The result is a static website that can compile and run most Go code (see known limitations below) from the client's browser.
Why? To learn how the Go compiler works and to provide better (hackable) demos for most Go projects with easy deployment.
There are 2 approaches to handle the standard library:
- Precompiling it while building the compiler: faster first compilation but requires a bigger (slower) initial download and only supports building for one OS/arch, unless another precompiled library is downloaded.

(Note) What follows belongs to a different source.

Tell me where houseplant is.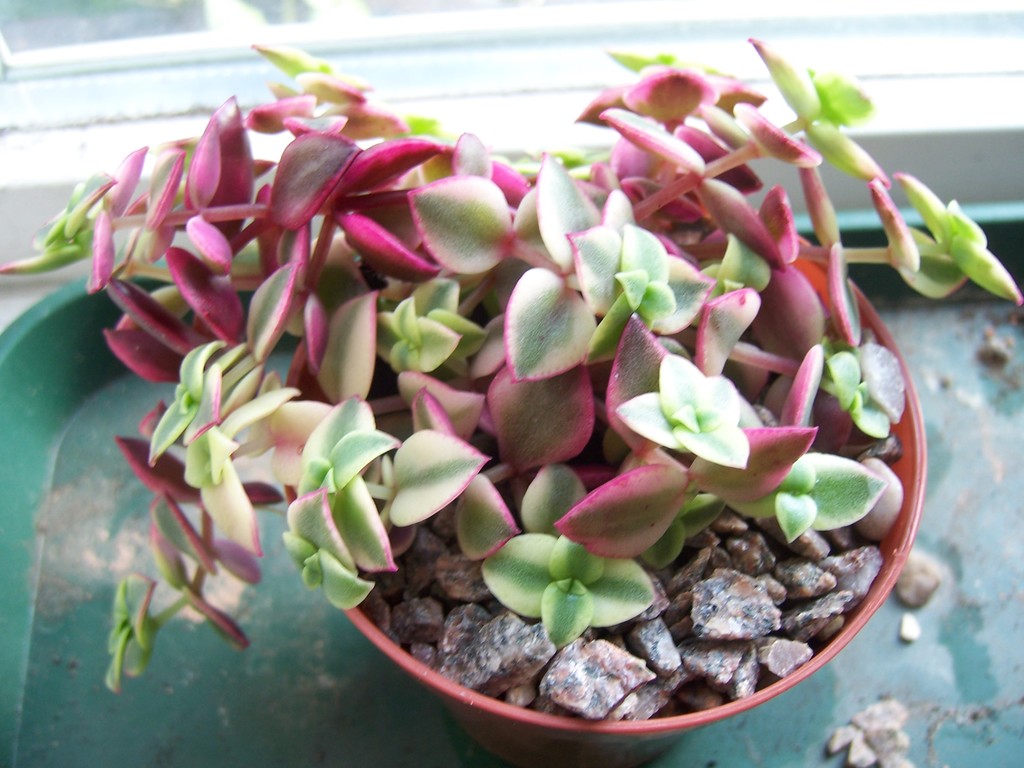
houseplant is at 2, 43, 1004, 758.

- Compiling the standard library from the browser (only the required packages): It allows to cross-compile to any OS/arch supported by Go at the cost of an slower initial build: compiled artifacts are cached once built for the first time (this happens automatically for all packages with unmodified sources).

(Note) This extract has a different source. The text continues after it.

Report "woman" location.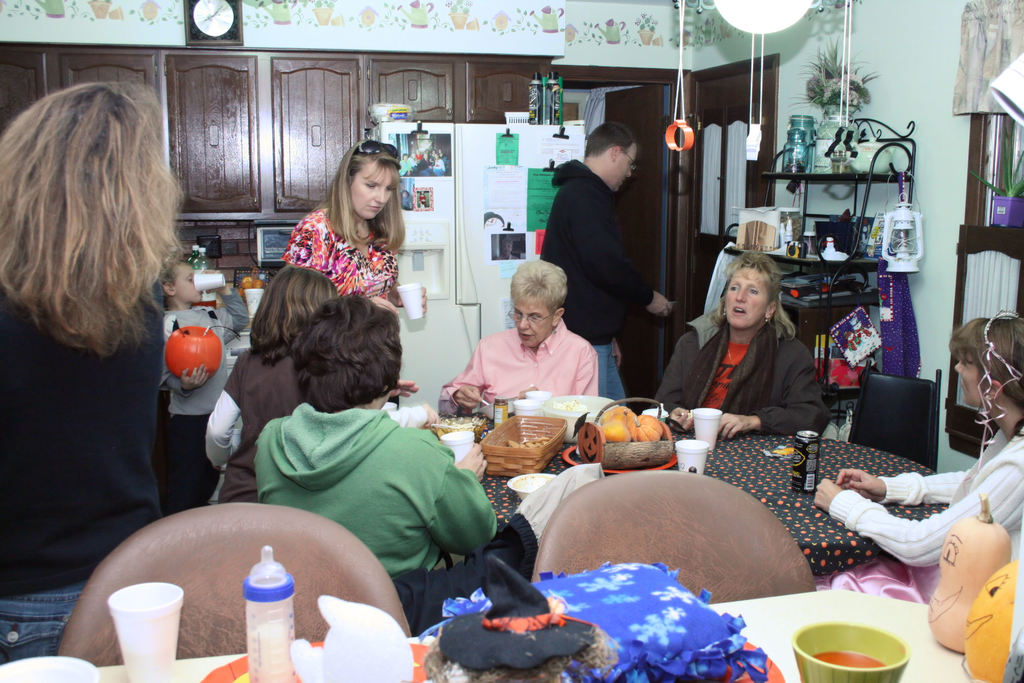
Report: BBox(808, 316, 1023, 570).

A mix of both was applied: the precompiled standard library for js/wasm is downloaded. Cross-compiling is also possible because the source code of the standard library is downloaded and used for any other OS/arch.
You can download production builds from the releases or the github pages branch.
Dependencies:
- Go Compiler (Go 1.13-1.18)
node
andnpm
/yarn
- Very common UNIX tools.
Just run make
: it will output a static site to dist/
that can be uploaded to any web server. To learn how it works,
start by looking at the Makefile.
To only generate the modified wasm_exec.js (already embedded if using the main app), run make wasm_exec
.
- Limitations of building on
js/wasm
:- No Cgo support.
- Limitations of running on
js/wasm
:- Limited network access (available: HTTP client, WebRTC...).
- Limited persistent storage (not implemented yet, could be blocked/deleted by user).
- Dependencies must be vendored (due to limited network access).
- Slower than the native compiler, and may run out of memory for large projects.
Updated: 03/2022
- The official Go Playground (link): limited execution time, no DOM access, no output until the program finishes, limited multi-package support.
- Better Go Playground (link): has an experimental webassembly runtime, but includes no filesystem abstraction and still requires a server backend to build the webassembly modules, no multi-package support.
- pdfcpu (link): Example of running a Go CLI tool on the web browser, inspiration for this project.
- Wasm go playground (link): No standard library, no dependencies, no multi-file support, no cross-compilation, inspiration for this project
- Go Playground WASM (link): Actually compiles Goscript (a script language like Python or Lua written in Rust, with exactly the same syntax as Go's) instead of using the official Go Compiler.